By Chris Gilmour

Sometimes, you’ve got to take one on the chin in a PR crisis. And I admire the way British Airways has done just that while angry customers fly off the handle about being sold mispriced tickets.

More than 2000 tickets were sold for the laughably low price of £1 plus taxes. Passengers had snapped up return flights to the Middle East, which normally cost £1000-plus, for less than £200.

Passengers complained they had booked non-refundable accommodation at the other end on the strength of buying these cheap tickets and claim they will be left thousands of pounds out of pocket.

Now, BA could have gone down the good-guy route and honoured those tickets – a time-honoured crisis management strategy. Instead, they cancelled them to avoid setting a dangerous, and expensive, precedent.

Passengers threw their hands in the air, screaming about how they’d only been offered a £100 voucher as compensation but still had big hotel bills to pay.

Spot-on crisis management response

It’s bad publicity for BA, but I’d argue that sometimes you have to take it for the good of your business, and that a minor PR crisis like this is fleeting. It will be forgotten.

I’ve got to say, BA’s crisis management response has been spot-on. The airline was in the situation where it either let everyone fly and lost money, or staff had to work out whose sob stories were worst and let them travel on those cheap tickets.

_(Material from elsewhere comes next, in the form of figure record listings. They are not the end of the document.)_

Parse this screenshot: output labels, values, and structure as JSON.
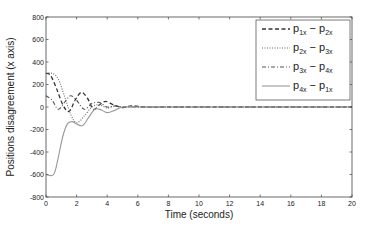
{
  "chart_data": {
    "type": "line",
    "title": "",
    "xlabel": "Time (seconds)",
    "ylabel": "Positions disagreement (x axis)",
    "xlim": [
      0,
      20
    ],
    "ylim": [
      -800,
      800
    ],
    "xticks": [
      0,
      2,
      4,
      6,
      8,
      10,
      12,
      14,
      16,
      18,
      20
    ],
    "yticks": [
      800,
      600,
      400,
      200,
      0,
      -200,
      -400,
      -600,
      -800
    ],
    "grid": false,
    "legend_position": "upper right",
    "series": [
      {
        "name": "p1x - p2x",
        "label_main": [
          "p",
          "1x",
          " − p",
          "2x"
        ],
        "style": "dashed",
        "color": "#333333",
        "x": [
          0,
          0.3,
          0.7,
          1.1,
          1.5,
          1.9,
          2.3,
          2.7,
          3.1,
          3.5,
          3.9,
          4.4,
          5.0,
          5.6,
          6.5,
          8,
          10,
          20
        ],
        "y": [
          300,
          280,
          160,
          20,
          -40,
          60,
          130,
          80,
          -20,
          20,
          50,
          20,
          -5,
          10,
          0,
          0,
          0,
          0
        ]
      },
      {
        "name": "p2x - p3x",
        "label_main": [
          "p",
          "2x",
          " − p",
          "3x"
        ],
        "style": "dotted",
        "color": "#666666",
        "x": [
          0,
          0.4,
          0.8,
          1.2,
          1.6,
          2.0,
          2.5,
          3.0,
          3.5,
          4.0,
          4.5,
          5.0,
          6.0,
          8,
          20
        ],
        "y": [
          300,
          300,
          250,
          100,
          -60,
          -140,
          -80,
          0,
          20,
          -10,
          10,
          0,
          0,
          0,
          0
        ]
      },
      {
        "name": "p3x - p4x",
        "label_main": [
          "p",
          "3x",
          " − p",
          "4x"
        ],
        "style": "dashdot",
        "color": "#555555",
        "x": [
          0,
          0.4,
          0.8,
          1.2,
          1.6,
          2.0,
          2.5,
          3.0,
          3.5,
          4.0,
          4.5,
          5.0,
          6.0,
          8,
          20
        ],
        "y": [
          100,
          60,
          -20,
          40,
          100,
          60,
          -20,
          30,
          40,
          0,
          10,
          0,
          0,
          0,
          0
        ]
      },
      {
        "name": "p4x - p1x",
        "label_main": [
          "p",
          "4x",
          " − p",
          "1x"
        ],
        "style": "solid",
        "color": "#999999",
        "x": [
          0,
          0.5,
          0.8,
          1.1,
          1.4,
          1.7,
          2.0,
          2.4,
          2.8,
          3.2,
          3.6,
          4.0,
          4.5,
          5.0,
          6.0,
          8,
          20
        ],
        "y": [
          -600,
          -600,
          -450,
          -260,
          -150,
          -130,
          -150,
          -165,
          -90,
          -20,
          -25,
          -50,
          -30,
          0,
          0,
          0,
          0
        ]
      }
    ]
  }
}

It’s like that old aphorism: “You can please some of the people all of the time, and you can please all of the people some of the time, but you can’t please all of the people all of the time.”

As BA has been saying, it’s a clear human error and people should have seen that it was a mistake. Anyone taking a chance on those cheap tickets should have known there was a chance they would be cancelled.

Consumer protection law covers this kind of situation and BA is perfectly right to use that to protect its business. As the airline’s statement said: “Errors like this are exceptionally rare, and if they do occur, under contract law, there is no binding contract between the parties. We have apologised to customers and offered a gesture of goodwill.”

Reputational damage

The people who bought those tickets should have known that they were obviously too cheap and had been wrongly priced as a result of human error.

It’s like those ATMs that mistakenly pay-out double because someone accidentally filled the £10 note tray with £20 notes. You really wouldn’t expect the bank to write off its losses when it can see exactly who has withdrawn what amount and when. It’s not quite stealing but it’s picking up something that you know you’re not entitled to.

BA has taken some hits during this PR crisis – there’s a bit of reputational damage and the financial cost of giving everyone whose tickets were cancelled a £100 voucher so they will still get a bargain, just not the bargain they were expecting.

I fly BA every week and, though it’s not the airline it once was, it’s still better than most. They’ve handled this minor crisis management situation in exactly the same way the likes of Ryanair would have – in fact, you’d be lucky to get a £10 voucher off of Michael O’Leary – and the budget brands wouldn’t face the same kind of criticism.

Being transparent about how you’re rectifying a difficult situation might bring a little bad publicity in the short-term but for the long-term strategy, with an eye on any future similar problems, it’s the right thing to do.